[Collected data entries]
◆ ◆ ◆ ◆
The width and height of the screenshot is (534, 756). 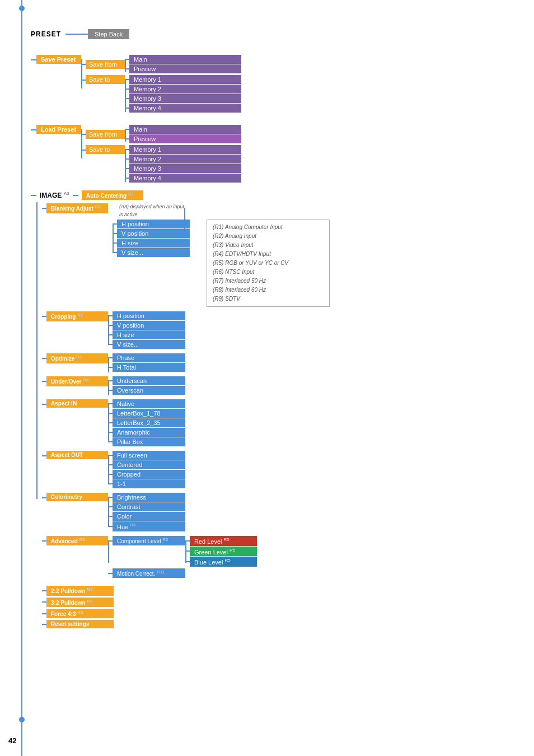 What do you see at coordinates (109, 422) in the screenshot?
I see `aspectin-items-vline` at bounding box center [109, 422].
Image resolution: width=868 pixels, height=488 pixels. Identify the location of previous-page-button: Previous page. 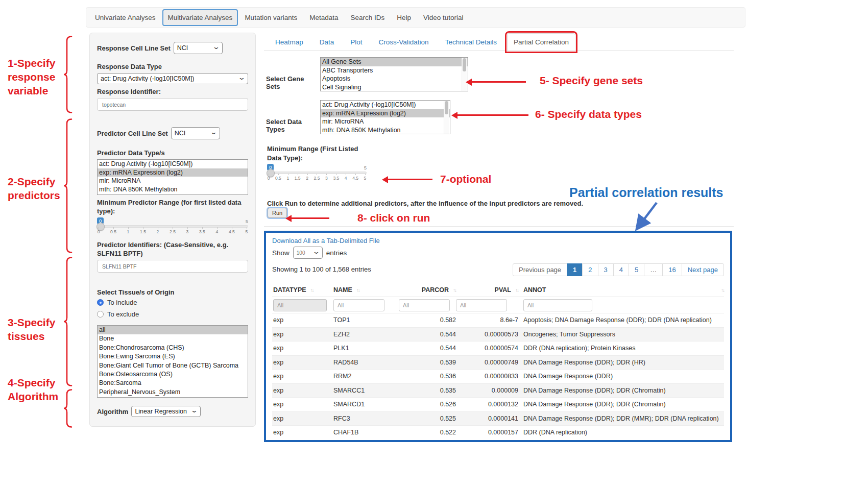
(540, 270).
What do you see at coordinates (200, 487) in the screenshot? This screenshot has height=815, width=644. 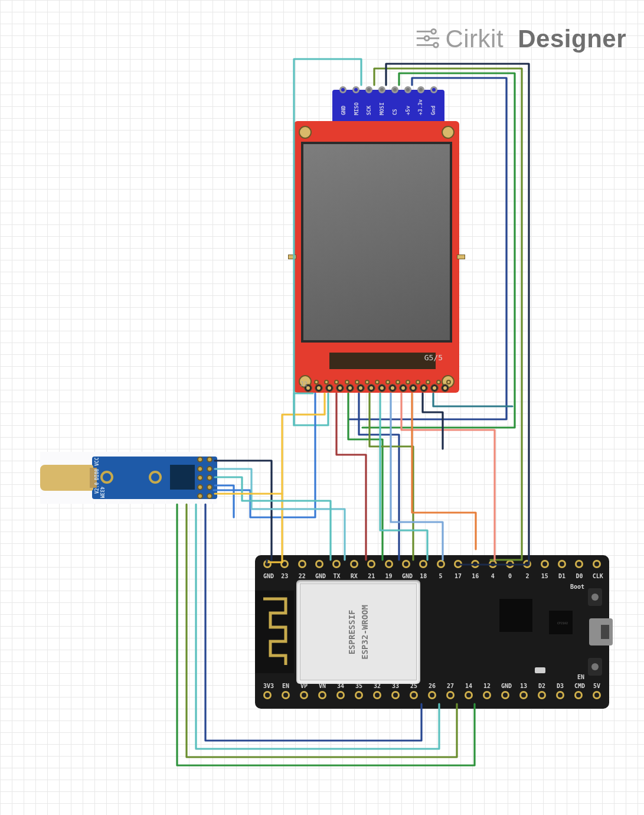 I see `rf-pin-a3` at bounding box center [200, 487].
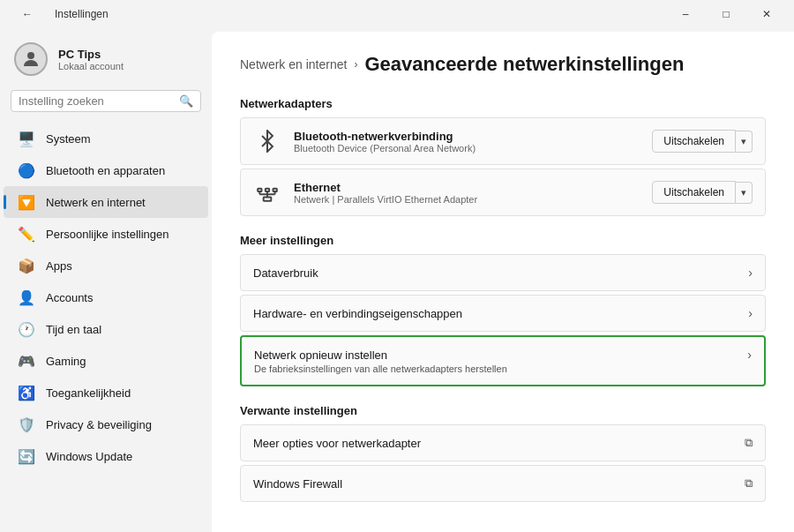 Image resolution: width=794 pixels, height=532 pixels. I want to click on sidebar-item-tijd: 🕐Tijd en taal, so click(106, 329).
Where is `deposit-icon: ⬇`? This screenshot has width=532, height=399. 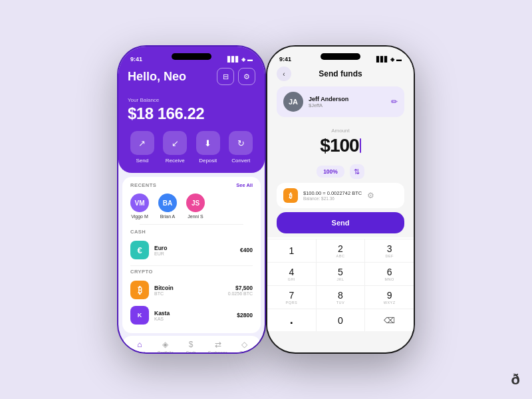
deposit-icon: ⬇ is located at coordinates (208, 143).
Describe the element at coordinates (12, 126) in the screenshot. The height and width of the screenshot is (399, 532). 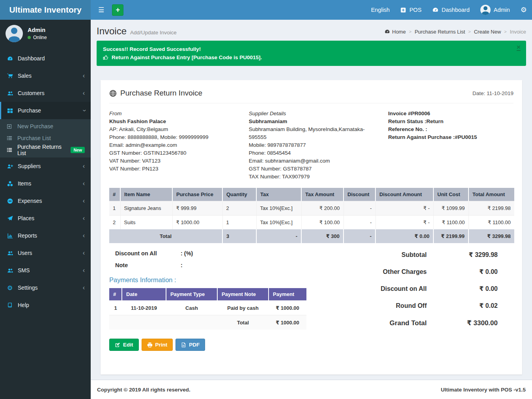
I see `plus-square-icon` at that location.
◆ ◆ ◆ ◆
Exclude all pictures and reproduce exactly the lines from the one containing "Describe the element" through the final line of the entries above.

Output
Describe the element at coordinates (12, 126) in the screenshot. The height and width of the screenshot is (399, 532). 
I see `plus-square-icon` at that location.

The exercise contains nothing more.